**WHAT THE TASK ASKS:**
In the records that follow, find the line with "You are a GUI"; from there, retype every line exactly through the line with "Image resolution: width=411", which also belongs to the answer.

Stored data entries:
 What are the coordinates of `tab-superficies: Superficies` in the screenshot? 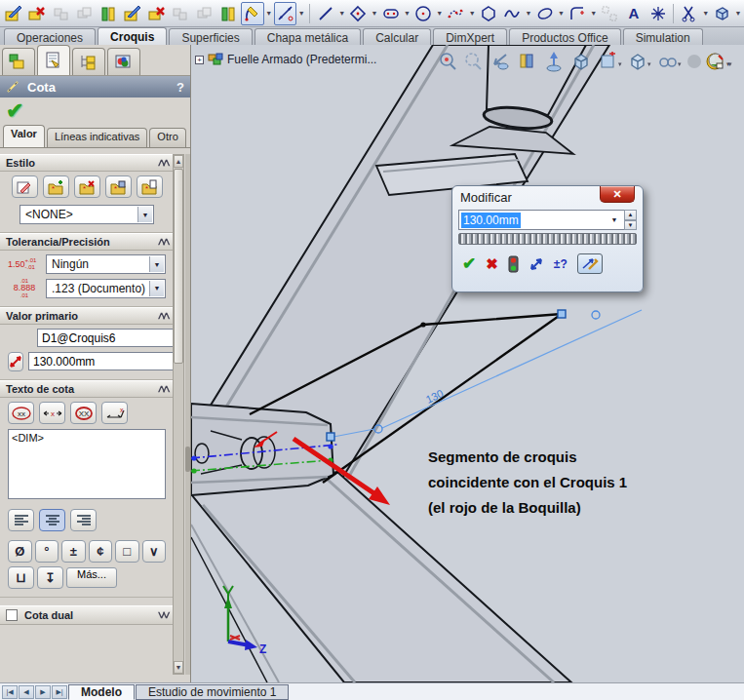 It's located at (211, 37).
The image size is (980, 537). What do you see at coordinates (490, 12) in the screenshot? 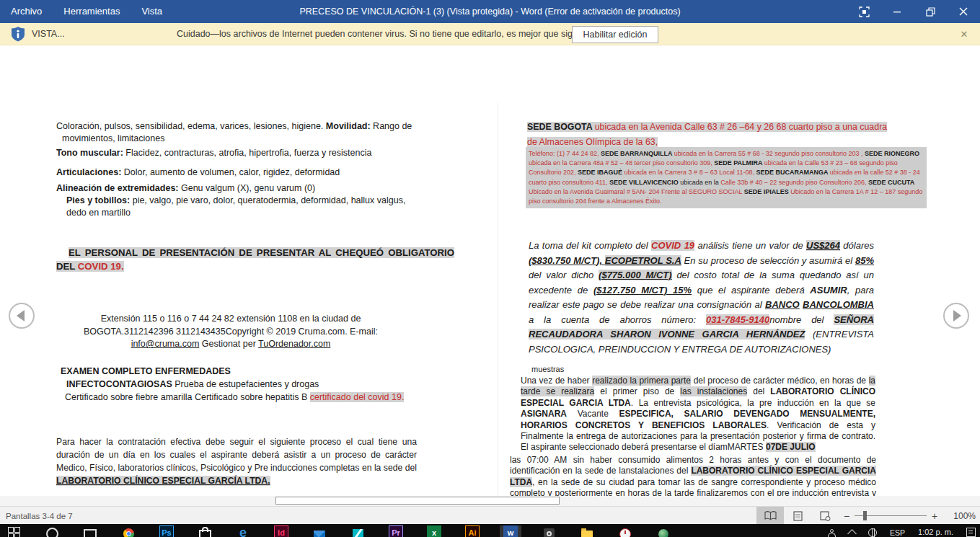
I see `window-title: PRECESO DE VINCULACIÓN-1 (3) (Vista prot…` at bounding box center [490, 12].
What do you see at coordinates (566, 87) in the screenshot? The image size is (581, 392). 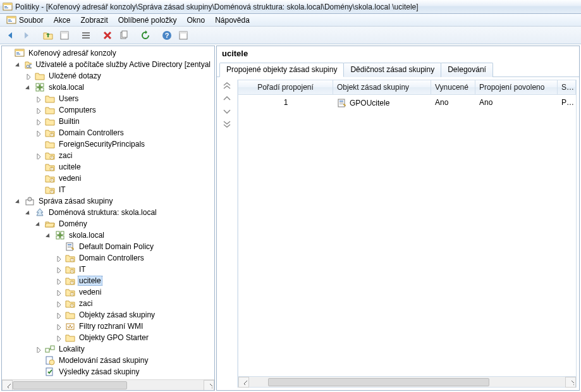 I see `col-state: Stav` at bounding box center [566, 87].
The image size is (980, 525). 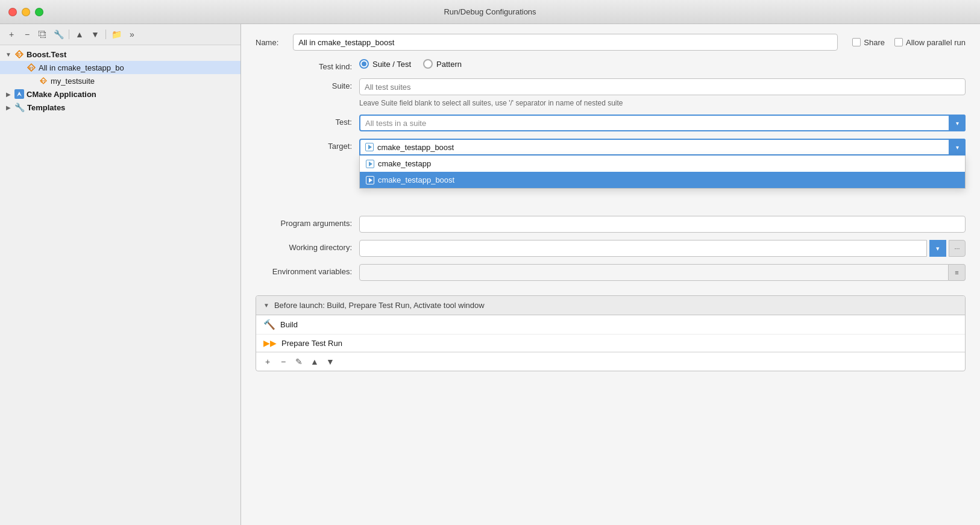 What do you see at coordinates (39, 12) in the screenshot?
I see `maximize-button` at bounding box center [39, 12].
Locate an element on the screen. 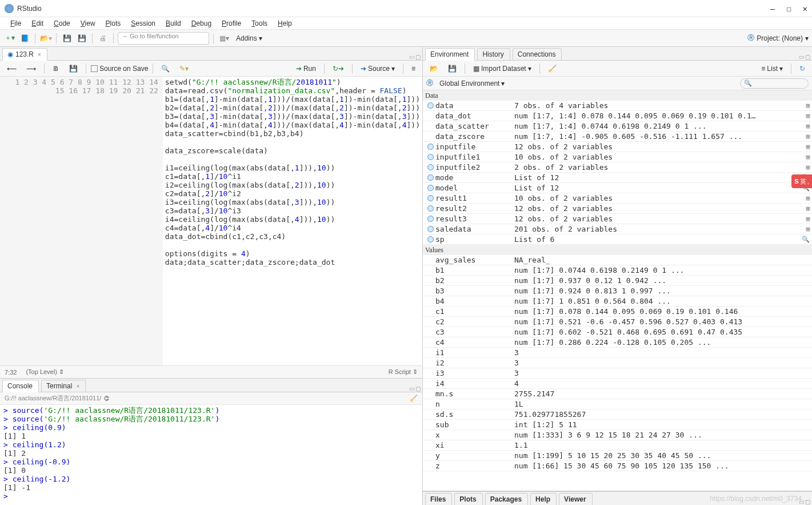  forward-button: ⟶ is located at coordinates (31, 69).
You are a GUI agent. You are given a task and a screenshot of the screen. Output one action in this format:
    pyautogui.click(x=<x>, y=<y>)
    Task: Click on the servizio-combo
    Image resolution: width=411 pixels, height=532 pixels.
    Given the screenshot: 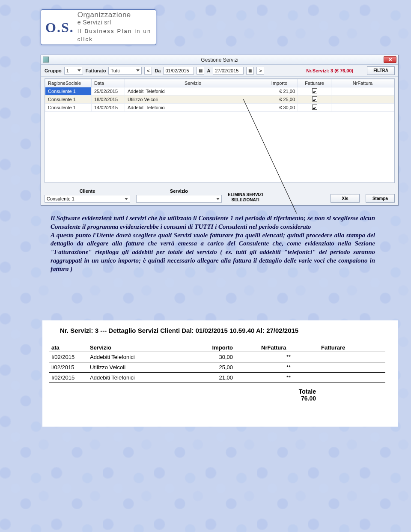 What is the action you would take?
    pyautogui.click(x=179, y=199)
    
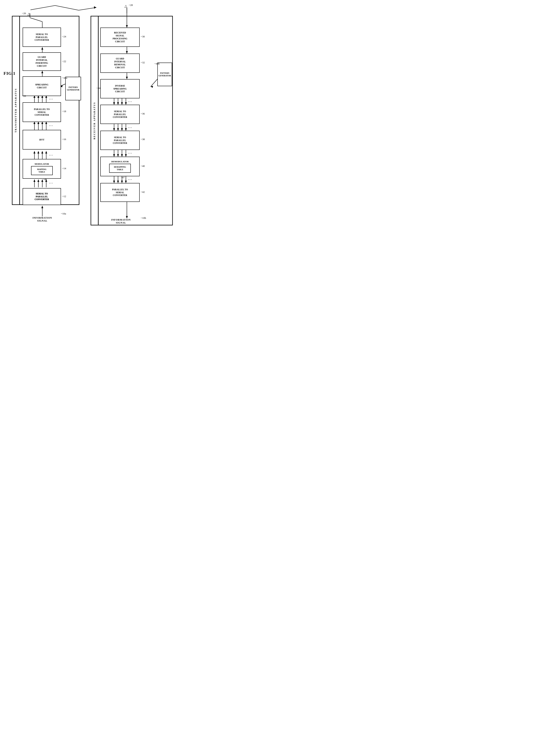  Describe the element at coordinates (143, 218) in the screenshot. I see `rx-ref-10b: ~10b` at that location.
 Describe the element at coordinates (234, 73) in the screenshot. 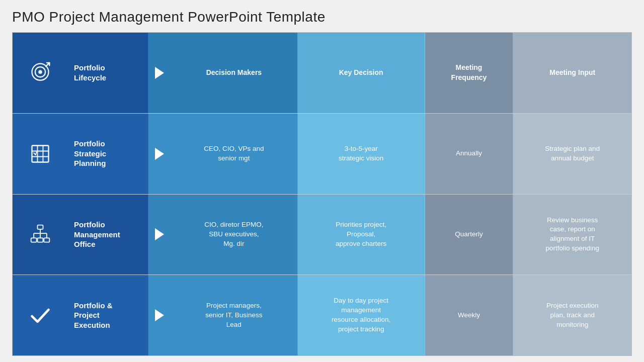

I see `header-decision-makers-text: Decision Makers` at that location.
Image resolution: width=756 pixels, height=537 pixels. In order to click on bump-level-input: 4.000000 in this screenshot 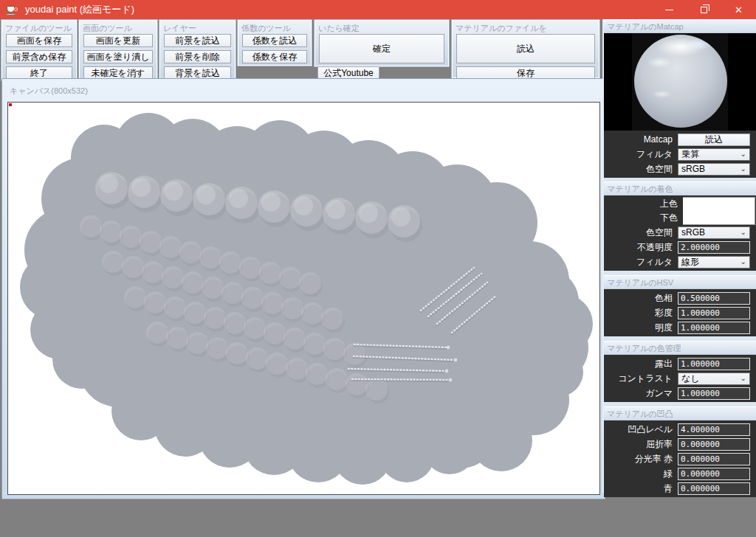, I will do `click(714, 429)`.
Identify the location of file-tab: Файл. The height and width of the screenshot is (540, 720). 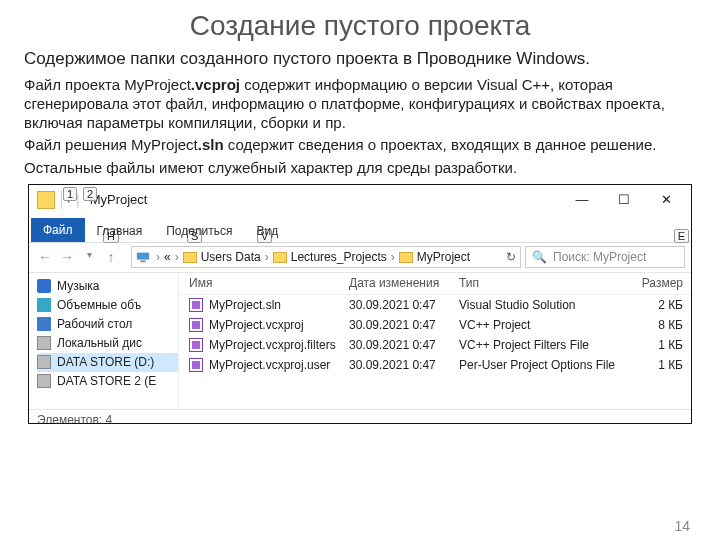
(58, 230).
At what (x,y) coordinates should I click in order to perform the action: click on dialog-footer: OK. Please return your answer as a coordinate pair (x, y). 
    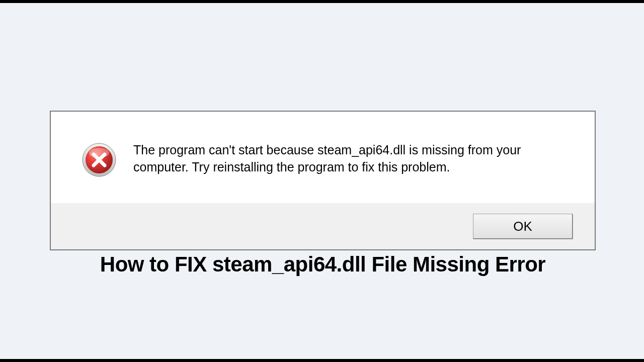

**SOLUTION:**
You are a GUI agent. You are given a task and a screenshot of the screen. Output one action in this format:
    pyautogui.click(x=<x>, y=<y>)
    Task: Click on the servizio-combo
    Image resolution: width=411 pixels, height=532 pixels.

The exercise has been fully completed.